A Software Synthesizer Engine for Live Coding

Written in Rust, initially ported from Dough by Felix Roos and co. Online documentation and live playground are accessible through the demo website: doux. Doux uses a fixed architecture and provides various oscillators, filters and effects. It is both capable of synthesis and sampling. Doux is made to be integrated in other audio applications, both through its native or WASM version.

CLI Flags

doux (OSC server)

Doux is the engine itself, that you can test as a standalone binary.

Flag Short Description Default
--samples -s Directory containing audio samples -
--port -p OSC port to listen on 57120
--list-devices List available audio devices and exit -
--input -i Input device (name or index) -
--output -o Output device (name or index) -
--channels Number of output channels 2
--buffer-size -b Audio buffer size in samples system
--max-voices Maximum polyphony 32
--preload Preload all samples at startup false
--host Audio host: jack, alsa, auto auto
--diagnose Run audio diagnostics and exit -

doux-repl (interactive REPL)

Doux-REPL is a small interpreter mostly used for debugging and testing.

Flag Short Description Default
--samples -s Directory containing audio samples -
--list-devices List available audio devices and exit -
--input -i Input device (name or index) -
--output -o Output device (name or index) -
--channels Number of output channels 2
--buffer-size -b Audio buffer size in samples system
--max-voices Maximum polyphony 32
--host Audio host: jack, alsa, auto auto
--diagnose Run audio diagnostics and exit -

doux-render (offline rendering)

Doux-render renders audio synthesis to a WAV file instead of real-time playback.

Flag Short Description Default
--duration -d Duration to render in seconds required
--eval -e Command to evaluate (can be repeated) -
--output -o Output WAV file path required
--samples -s Directory containing audio samples -
--sample-rate Sample rate in Hz 48000
--channels Number of output channels 2
--max-voices Maximum polyphony 64

Linux Audio Setup

On Linux, doux supports both JACK and ALSA backends.
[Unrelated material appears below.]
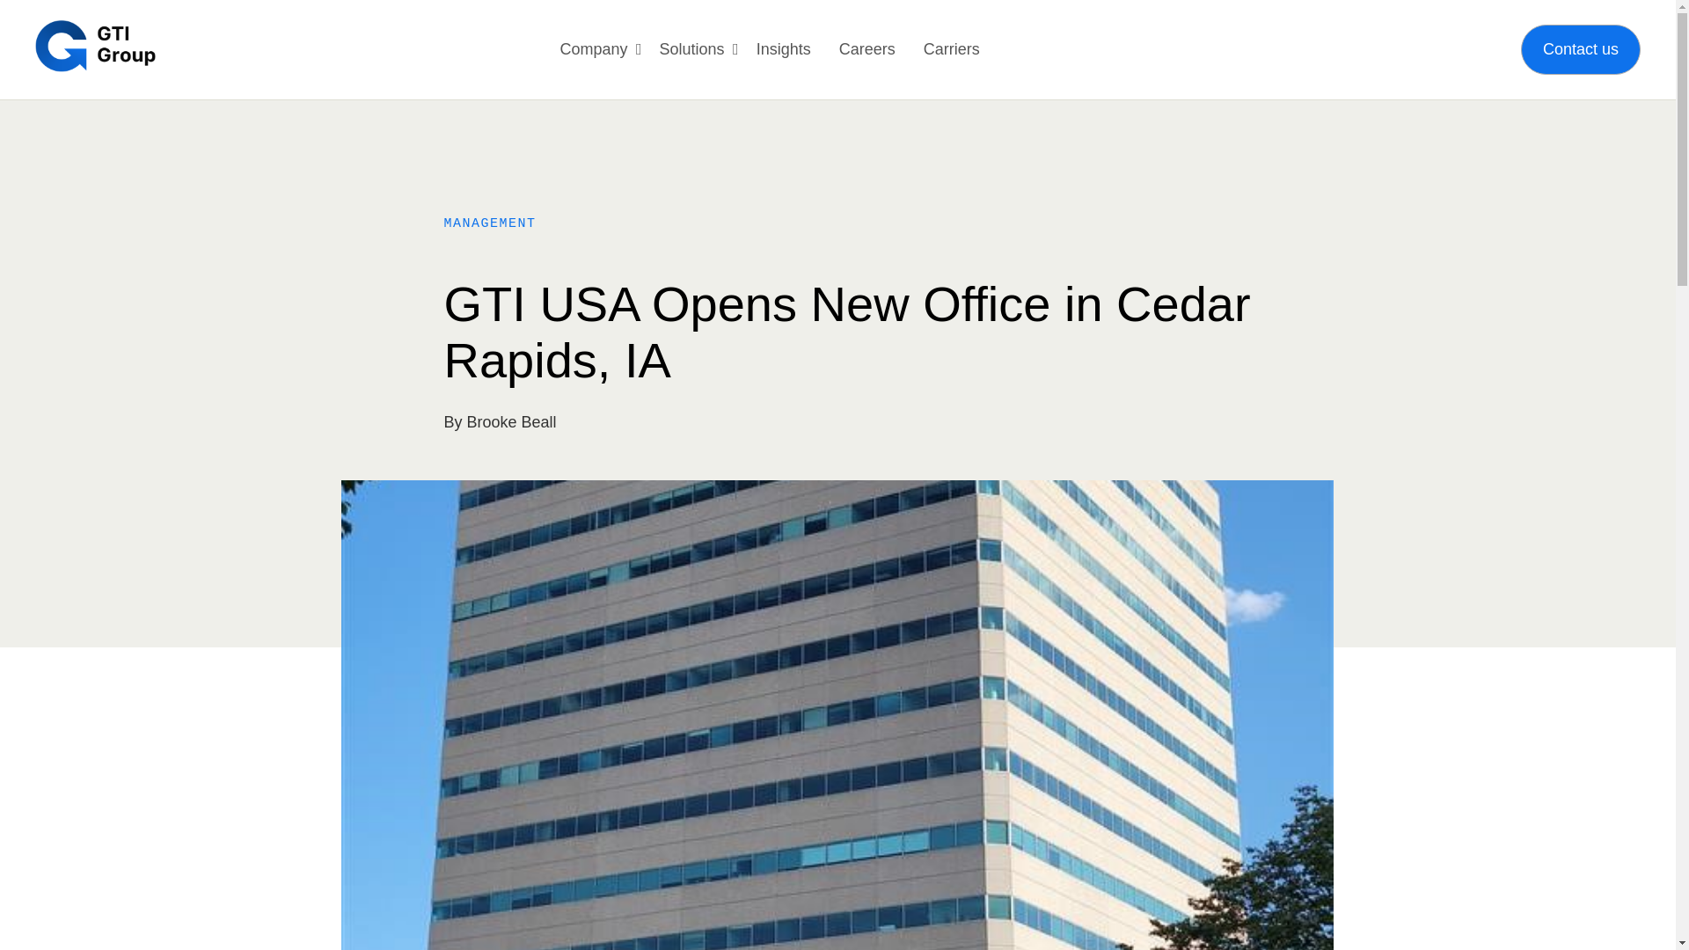 This screenshot has height=950, width=1689. What do you see at coordinates (595, 49) in the screenshot?
I see `Company` at bounding box center [595, 49].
For systems using PipeWire (default on most modern distributions), the JACK backend via pipewire-jack provides the best compatibility.

Quick Start

# Use JACK backend (recommended for PipeWire systems)
doux --host jack

# Or run diagnostics to check your audio setup
doux --diagnose

ALSA Fallback

For direct ALSA access without PipeWire:

# Install ALSA dev libraries
sudo apt install libasound2-dev  # Debian/Ubuntu
sudo dnf install alsa-lib-devel  # Fedora

# Ensure user is in audio group
sudo usermod -aG audio $USER
# Log out and back in for group change to take effect

Then run with --host alsa.

Troubleshooting

Run doux --diagnose to check:

  • Available audio hosts
  • User group membership (audio, pipewire)
  • JACK server status
  • Default device accessibility

Common issues:

  • No devices found: Check group membership (id -Gn should show audio)
  • JACK unavailable: Start JACK server or install pipewire-jack
  • Wrong device selected: Use --list-devices and specify with --output

Contributing

See CONTRIBUTING.md for guidelines.

License

This project is licensed under the GNU Affero General Public License v3.0.